I give you Chicago. It is not London and Harvard. It is not Paris and buttermilk. It is American in every chitling and sparerib. It is alive from snout to tail.
One horse-laugh is worth ten thousand syllogisms. It is not only more effective; it is also vastly more intelligent.
There are no dull subjects. There are only dull writers.
Sin is a dangerous toy in the hands of the virtuous. It should be left to the congenitally sinful, who know when to play with it and when to let it alone.
When I hear artists or authors making fun of businessmen, I think of a regiment in which the band makes fun of the cooks.
A wealthy man is one who earns $100 a year more than his wife's sister's husband.
What makes philosophy so tedious is not the profundity of philosophers, but their lack of art; they are like physicians who soughtto cure a slight hyperacidity by prescribing a carload of burned oyster-shells.
Men have a much better time of it than women. For one thing, they marry later; for another thing, they die earlier.
The effort to reconcile science and religion is almost always made, not by theologians, but by scientists unable to shake off altogether the piety absorbed with their mother's milk.
Experience is a poor guide to man, and is seldom followed. What really teaches a man is not experience, but observation.
There are some politicians who, if their constituents were cannibals, would promise them missionaries in every pot.
Whatever the label on the parties, or the war cries issuing from the demagogues who lead them, the practical choice is between the plutocracy on the one side and a rabble of preposterous impossibilists on the other.
The acting that one sees upon the stage does not show how human beings comport themselves in crises, but how actors think they ought to. It is thus, like poetry and religion, a device for gladdening the heart with what is palpably not true.
Consider him in his highest incarnation: the university professor. What is his function? Simply to pass on to fresh generations of numskulls a body of so-called knowledge that is fragmentary, unimportant, and, in large part, untrue. His whole professional activity is circumscribed by the prejudices, vanities and avarices of his university trustees, i.e., a committee of soap-boilers, nail manufacturers, bank-directors and politicians. The moment he offends these vermin he is undone. He cannot so much as think aloud without running a risk of having them fan his pantaloons.
The feelings that Beethoven put into his music were the feelings of a god. There was something olympian in his snarls and rages, and there was a touch of hellfire in his mirth.
The older I grow the less I esteem mere ideas. In politics, particularly, they are transient and unimportant. . . . There are only men who have character and men who lack it.
The idea that leisure is of value in itself is only conditionally true. The average man simply spends his leisure as a dog spends it. His recreations are all puerile, and the time supposed to benefit him really only stupefies him.
The average woman must inevitably view her actual husband with a certain disdain; he is anything but her ideal. In consequence, she cannot help feeling that her children are cruelly handicapped by the fact that he is their father.
My guess is that well over eighty per cent. of the human race goes through life without having a single original thought.
The law is a sort of hocus-pocus science that smiles in your face while it picks your pocket.
There is always an easy solution to every problem - neat, plausible, and wrong.
All talk of winning the people by appealing to their intelligence, of conquering them by impeccable syllogism, is so much moonshine.
The most curious social convention of the great age in which we live is the one to the effect that religious opinions should be respected.
The theatre, when all is said and done, is not life in miniature, but life enormously magnified, life hideously exaggerated.
Don't tell me what delusion he entertains regarding God, or what mountebank he follows in politics, or what he springs from, or what he submits to from his wife. Simply tell me how he makes his living. It is the safest and surest of all known tests. A man who gets his board and lodging on this ball in an ignominious way is inevitably an ignominious man.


• **Task**: Wherever the string "each" occurs in a line of these records, report that line.

• **Data section**:
···

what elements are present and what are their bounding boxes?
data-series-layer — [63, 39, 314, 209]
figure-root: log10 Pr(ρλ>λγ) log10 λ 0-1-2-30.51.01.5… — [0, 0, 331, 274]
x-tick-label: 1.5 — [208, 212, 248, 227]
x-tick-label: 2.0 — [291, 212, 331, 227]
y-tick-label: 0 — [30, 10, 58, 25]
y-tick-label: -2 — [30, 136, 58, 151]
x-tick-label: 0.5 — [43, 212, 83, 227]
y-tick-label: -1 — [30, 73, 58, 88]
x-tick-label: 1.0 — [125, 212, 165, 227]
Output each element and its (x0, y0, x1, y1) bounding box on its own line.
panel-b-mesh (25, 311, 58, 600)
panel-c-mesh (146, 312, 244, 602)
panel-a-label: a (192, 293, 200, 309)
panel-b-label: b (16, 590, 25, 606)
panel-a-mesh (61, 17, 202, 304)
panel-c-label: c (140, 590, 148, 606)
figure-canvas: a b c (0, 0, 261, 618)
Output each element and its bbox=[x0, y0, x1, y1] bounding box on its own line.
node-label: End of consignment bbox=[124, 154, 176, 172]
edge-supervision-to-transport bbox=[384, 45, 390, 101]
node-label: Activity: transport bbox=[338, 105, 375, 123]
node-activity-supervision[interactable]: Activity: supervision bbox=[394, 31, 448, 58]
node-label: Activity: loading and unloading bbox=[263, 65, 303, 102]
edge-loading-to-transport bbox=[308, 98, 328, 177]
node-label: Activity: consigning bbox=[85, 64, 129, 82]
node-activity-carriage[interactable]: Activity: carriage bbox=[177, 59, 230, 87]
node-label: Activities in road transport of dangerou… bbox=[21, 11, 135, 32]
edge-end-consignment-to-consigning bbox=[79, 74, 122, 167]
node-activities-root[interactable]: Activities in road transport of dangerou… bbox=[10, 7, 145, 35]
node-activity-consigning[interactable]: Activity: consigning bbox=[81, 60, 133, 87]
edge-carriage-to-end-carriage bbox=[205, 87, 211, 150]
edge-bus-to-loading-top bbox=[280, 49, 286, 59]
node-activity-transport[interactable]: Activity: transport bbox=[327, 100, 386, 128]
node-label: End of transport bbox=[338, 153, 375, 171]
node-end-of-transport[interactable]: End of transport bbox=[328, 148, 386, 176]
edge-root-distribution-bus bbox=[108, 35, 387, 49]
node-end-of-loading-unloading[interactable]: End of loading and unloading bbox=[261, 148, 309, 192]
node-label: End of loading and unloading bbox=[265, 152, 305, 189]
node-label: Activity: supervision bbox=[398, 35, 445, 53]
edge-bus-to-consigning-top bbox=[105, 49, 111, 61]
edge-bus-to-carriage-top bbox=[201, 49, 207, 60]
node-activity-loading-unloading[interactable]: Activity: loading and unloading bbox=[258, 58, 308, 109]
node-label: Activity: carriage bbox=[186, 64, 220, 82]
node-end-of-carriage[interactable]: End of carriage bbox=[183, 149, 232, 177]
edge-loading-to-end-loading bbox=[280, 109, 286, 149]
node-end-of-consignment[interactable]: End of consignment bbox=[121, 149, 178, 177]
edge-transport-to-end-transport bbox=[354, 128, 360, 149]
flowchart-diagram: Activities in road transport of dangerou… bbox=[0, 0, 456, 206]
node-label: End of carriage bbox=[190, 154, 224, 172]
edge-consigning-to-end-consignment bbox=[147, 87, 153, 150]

···

• **Task answer**:
Output each element and its (x0, y0, x1, y1) bounding box on its own line.
Output each element and its bbox=[x0, y0, x1, y1] bounding box on its own line.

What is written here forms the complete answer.